Once ISIS is driven out of an area, however, two additional steps are required to stabilize newly liberated territories and provide Sunni Arabs more autonomy. First is reconciliation, both between predominantly Shi’a Arab Iraqi army forces, Shi’a PMF, and in some areas Shi’a populations, and with the predominantly Sunni Arab population of these three provinces. Government reconciliation initiatives which were taken after the liberation of Tikrit in late 2014, including programs supported by the U.S. Institute of Peace (USIP), can help calm local populations. This has to be followed by the restoration of services and the empowerment of local political institutions, such as governorships, and provincial and city councils. The central government and Iraqi parliament should encourage rather than hinder exploration of ‘regional status,’ as authorized by the Iraqi constitution, for one or more of these provinces. The final shape of these Sunni provinces’ political model is less important than a popular effort to explore options that could be accepted by Baghdad. With these steps, institutional and legal problems that have bedeviled the Baghdad-Sunni Arab population relationship since 2003, such as detainee releases, amnesty, and de-Baathification, could be resolved.

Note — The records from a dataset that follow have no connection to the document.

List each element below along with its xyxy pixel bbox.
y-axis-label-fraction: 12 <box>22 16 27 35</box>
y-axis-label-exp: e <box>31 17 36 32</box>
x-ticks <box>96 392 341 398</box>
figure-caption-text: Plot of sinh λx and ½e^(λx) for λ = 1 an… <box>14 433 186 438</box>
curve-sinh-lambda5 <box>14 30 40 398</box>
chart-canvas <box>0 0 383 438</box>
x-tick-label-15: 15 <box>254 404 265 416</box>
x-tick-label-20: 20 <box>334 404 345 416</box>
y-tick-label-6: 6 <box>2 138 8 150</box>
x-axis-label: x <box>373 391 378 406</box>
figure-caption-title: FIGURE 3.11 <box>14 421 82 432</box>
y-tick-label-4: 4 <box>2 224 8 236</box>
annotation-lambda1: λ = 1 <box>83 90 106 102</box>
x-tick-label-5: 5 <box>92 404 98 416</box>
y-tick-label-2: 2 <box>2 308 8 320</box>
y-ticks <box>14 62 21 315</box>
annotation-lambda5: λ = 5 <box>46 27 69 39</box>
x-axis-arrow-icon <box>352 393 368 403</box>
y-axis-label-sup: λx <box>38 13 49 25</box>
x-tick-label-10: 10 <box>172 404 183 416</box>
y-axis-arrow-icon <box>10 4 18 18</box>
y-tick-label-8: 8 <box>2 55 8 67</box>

Likewise, the relationship between the KRG in Erbil and the central Iraqi government could be improved by implementing the December 2014 oil export/payments agreement between Erbil and Baghdad, expediting Baghdad’s handling of weapons requests from the KRG, and supporting international funding of the KRG’s extraordinary efforts to house and feed refugees and IDP’s. Erbil could help by toning down its incendiary threats to declare independence in the midst of this national crisis.
Aside from leading the fight against ISIS and managing regional diplomacy, the U.S. can assist these efforts by leveraging support against ISIS to promote the above reform agenda and by pressing international institutions to support Baghdad and Erbil’s generosity towards refugees and internally displaced people. If necessary, the U.S. should up its own military, humanitarian, and financial assistance. A stable Middle East is simply not possible with a dysfunctional, disunited Iraq in its middle. Washington’s ‘business as usual’ is not sufficient to stem this danger.